Larry J. Mack has been charged with failing to deliver more than 8,400 pieces of mail. Mack could also face charges ranging from destruction of mail to theft of mail by a postal employee, according to Leo Lalley, a spokesman for the U.S. Postal Inspection Service.
Mack, who faces a minimum of five years in prison and a $25,000 fine, has reportedly been suspended without pay. He worked for the USPS as a part-time letter carrier out of the Lakeview Station on Chicago’s North Side for two years.
Lalley says that Chicago police arrested Mack as he was allegedly burning significant amounts of unopened mail in two back-yard trash cans. The mail included letters, magazines, newspapers and catalogs. The police had been alerted to the situation by a 911 call.

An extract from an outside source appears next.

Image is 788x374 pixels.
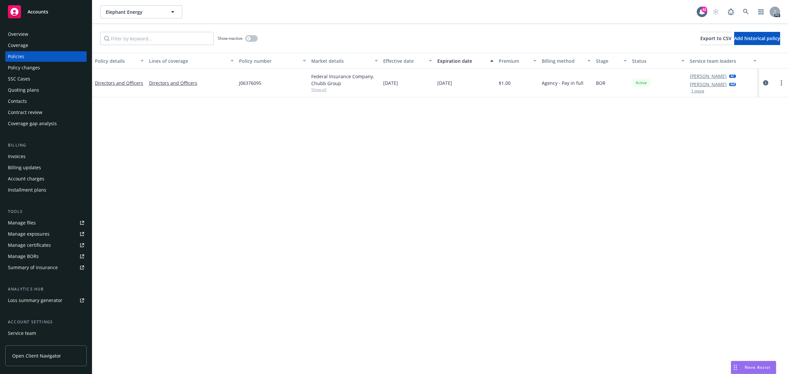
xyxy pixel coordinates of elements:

Police also found piles of undelivered and unopened mail in a third garbage can and in the back seats of two cars registered to Mack, Lalley says. The mail was later turned over to postal inspectors for examination.
Although some of the recovered letters were postmarked in April, Lalley says most of the mail should have been delivered in either November or December.
“We’re still sorting through the mail to determine its content and age,” Lalley says.
He noted that while some of the mail will be kept for evidence, the remainder is to be delivered along with a letter explaining the reason for the delivery delay.